Task instructions
Please reproduce the entries below exactly as they stand, but leave the pictures out.

(Instrument reading data)
____________
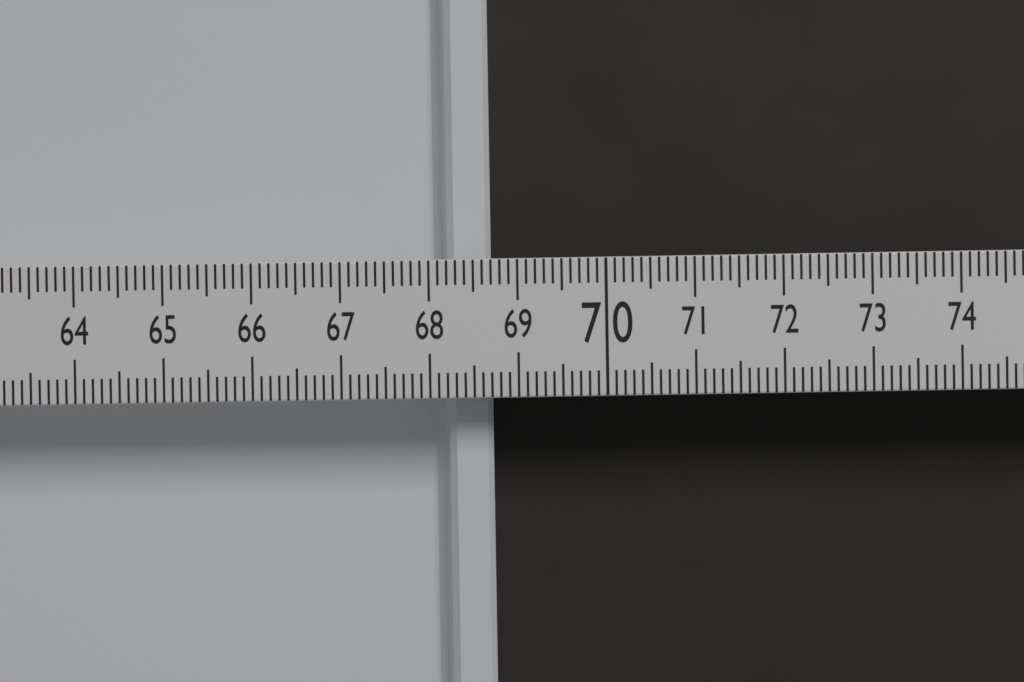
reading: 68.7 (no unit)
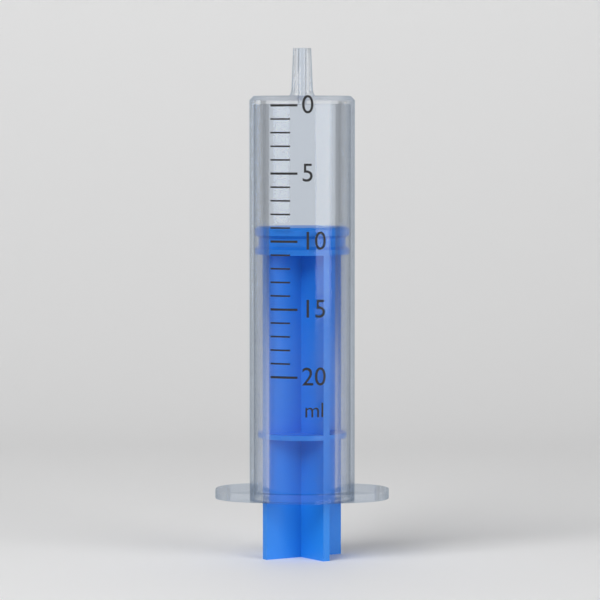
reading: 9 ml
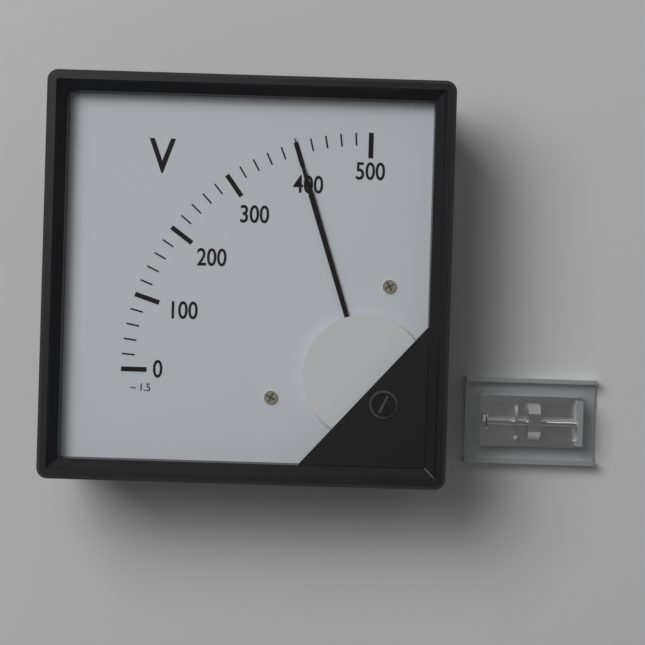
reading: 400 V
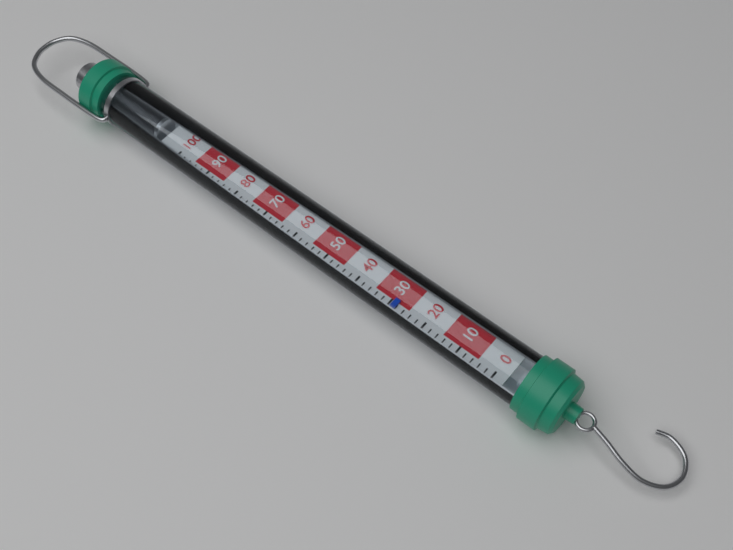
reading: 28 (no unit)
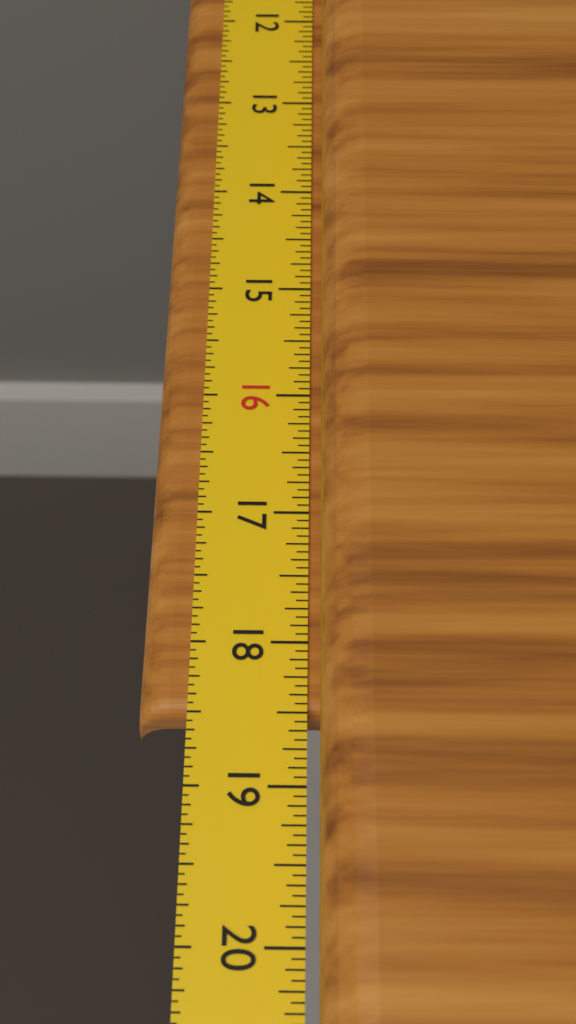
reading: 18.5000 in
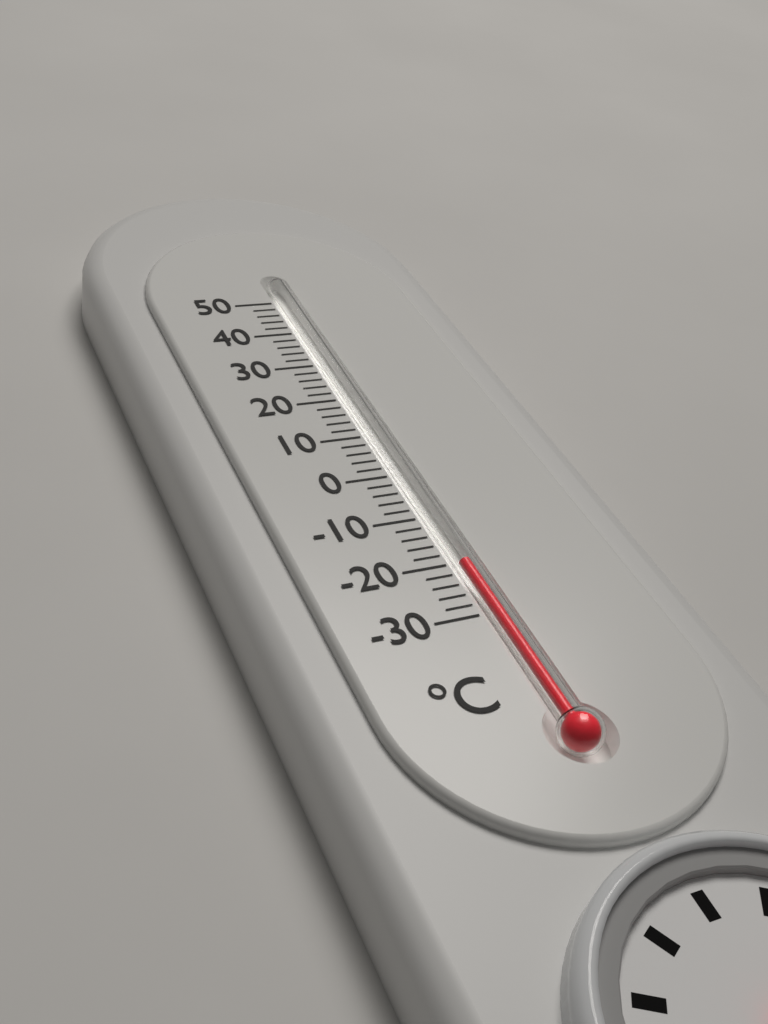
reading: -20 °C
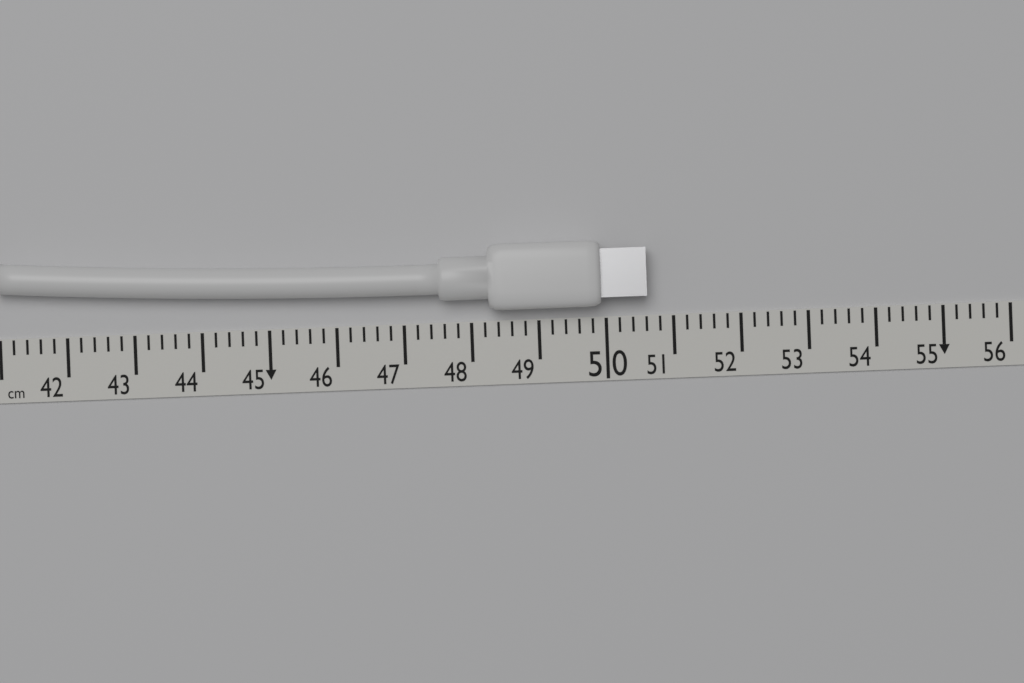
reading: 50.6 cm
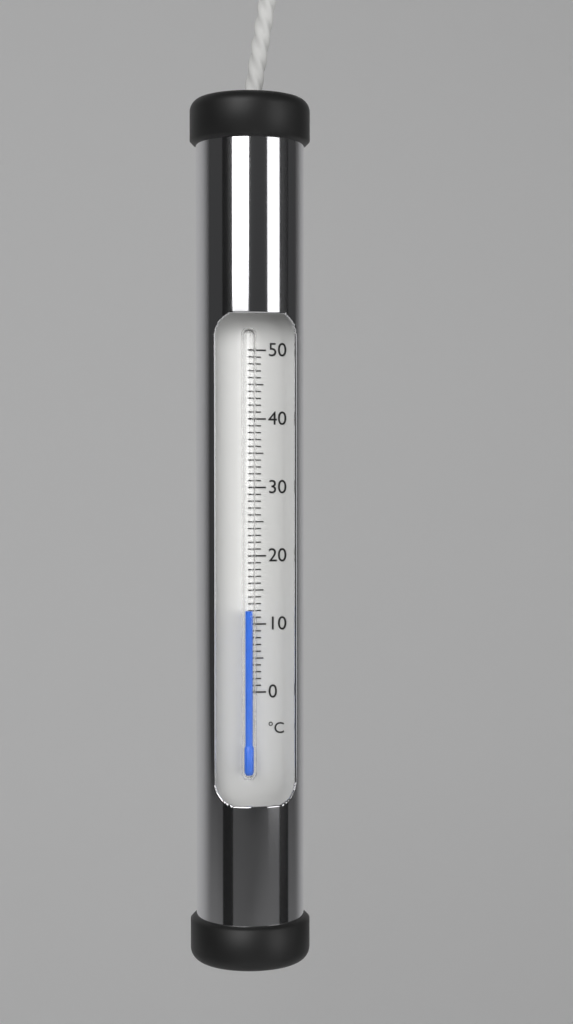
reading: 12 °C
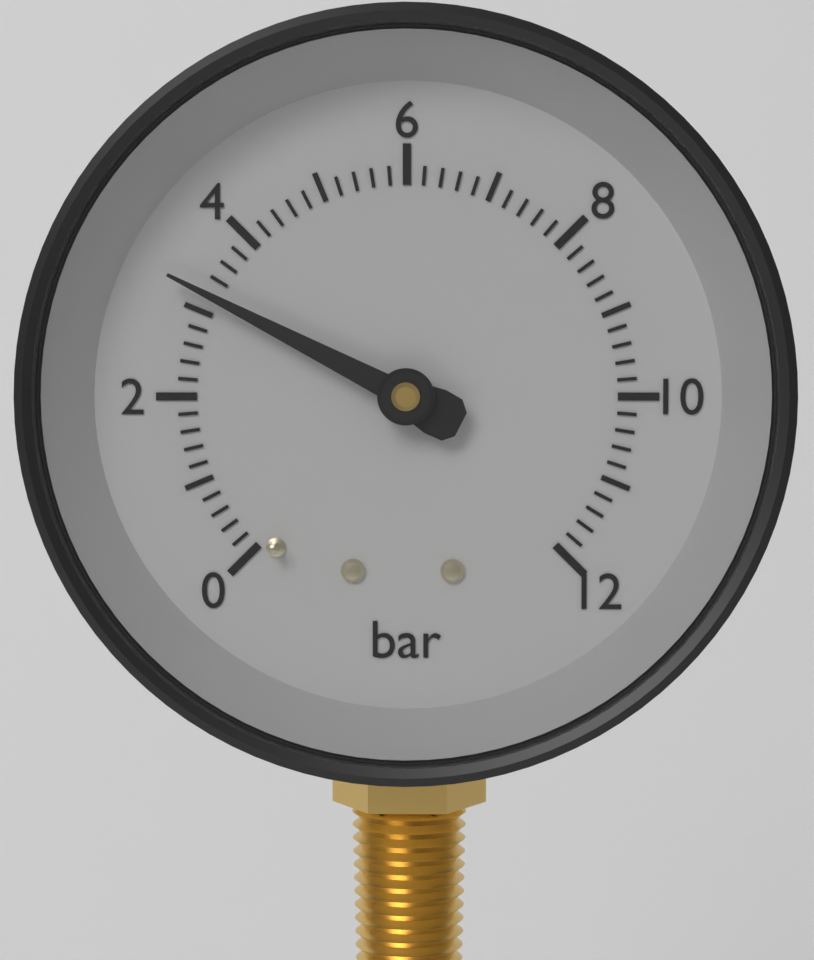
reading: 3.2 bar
____________
Task response
reading: 68.7 (no unit)
reading: 9 ml
reading: 400 V
reading: 28 (no unit)
reading: 18.5000 in
reading: -20 °C
reading: 50.6 cm
reading: 12 °C
reading: 3.2 bar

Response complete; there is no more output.